Defamation
Cases May Harm Turkey EU Bid
By
Amberin Zaman
Special to The Times
July 14, 2006
ANKARA, Turkey — Six months after internationally acclaimed author Orhan
Pamuk was cleared on charges of insulting the Turkish identity, another
best-selling novelist is facing similar charges.
Elif Shafak could serve up to three years in jail if convicted over
remarks made by a fictional character in her latest book, "The
Bastard of Istanbul." The novel touches on one of the most sensitive
subjects in Turkey, the Armenian genocide.
Shafak's case is likely to further tarnish the image of Turkey, which is
engaged in membership talks with the 25-member European Union. EU
politicians and diplomats are expressing concern over the number of cases
brought against Turkish writers and journalists under Article 301 of the
penal code, which outlines penalties for defaming the Turkish Republic or
"Turkishness."
Olli Rehn, the European official supervising membership talks, said
Wednesday that Turkish courts were failing to comply with EU standards.

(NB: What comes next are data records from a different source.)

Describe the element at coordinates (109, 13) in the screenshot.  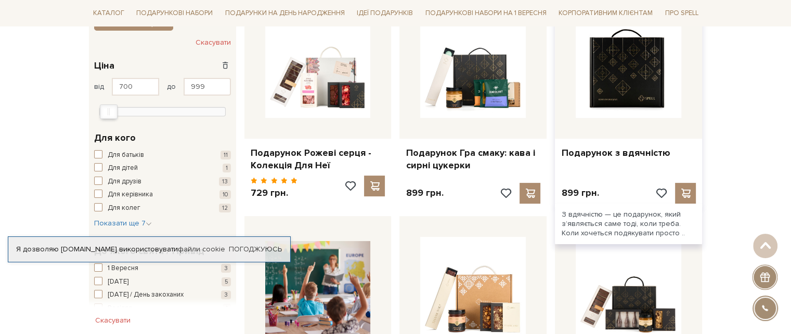
I see `a: Каталог` at that location.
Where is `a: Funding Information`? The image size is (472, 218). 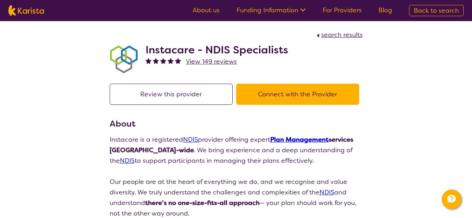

Rehn's statement came after a court Tuesday confirmed the conviction of
Hrant Dink, an ethnic Armenian journalist, who was given a six-month jail
sentence for writing an article in which he exhorted Armenians to overcome
their hatred of Turks. The article was construed as an insult to Turks.
The court postponed Dink's sentence and asked a local court to review the
case. Rehn said the ruling served as an example that could be followed in
similar cases.
According to the Turkish Publishers' Assn., 47 writers are being
prosecuted on charges that include insulting Kemal Ataturk, the founder of
modern Turkey, and "inciting racial hatred."
The cases fly in the face of broad reforms introduced in 2002 that helped
persuade the EU to open long-delayed membership talks with Turkey. The EU
repeatedly has warned that it could suspend the talks if Turkey continues
to breach accession requirements.
Shafak's book is the story of an Armenian family in San Francisco and a
Turkish family in Istanbul whose lives intersect over nine decades.
Its references to the slaughter of some 1.5 million Armenians by the
Ottoman Turks during and after World War I are by Shafak's own admission
"difficult to digest" because the overwhelming majority of Turks
deny that the genocide took place.
However, the book has topped best-seller lists, selling more than 50,000
copies since its publication in March. "The feedback I received has
been very, very positive," Shafak, 35, said in a recent interview.
Ragip Zarakolu, president of the publishers' association, said such works
are gaining a wider audience because more Turks are seeking to explore
their country's past.
But the books also face a nationalist backlash.
Zarakolu is facing three court cases over books he has published. Two of
them deal with the Armenian genocide.
Kemal Kerincsiz, a right-wing lawyer, filed charges against Shafak last
month. In one of the passages, presented by Kerincsiz as evidence against
the author, an Armenian character says, "I am the grandchild of
genocide survivors who lost all their relatives in the hands of Turkish
butchers in 1915."
Shafak argued that comments made by fictional characters could not be used
to press charges, and the case was throw out. An appeals court, however,
overruled that decision last week.
Kerincsiz and his ultra-nationalist lawyers group known as the Turkish
Jurists' Union also filed the complaint against Pamuk for asserting in an
interview with a Swiss newspaper that "1 million Armenians and 30,000
Kurds died in these lands, but no one but I dares talk about it."
Shafak says she believes the wave of prosecutions is part of a broader
campaign by those who oppose EU membership.
"In my country there is a clash of opinions between those who want
Turkey to join the EU and to become a more open society and those who want
to keep Turkey as an insular, xenophobic, nationalist and closed
society," she said.
Support for EU membership among Turks plunged over the last year to 43%
from 74%, according to one survey. And a 13-nation Pew Global Attitudes
report that was released in June said only 16% of Turks surveyed had a
favorable opinion of Christians and 15% had a favorable opinion of Jews.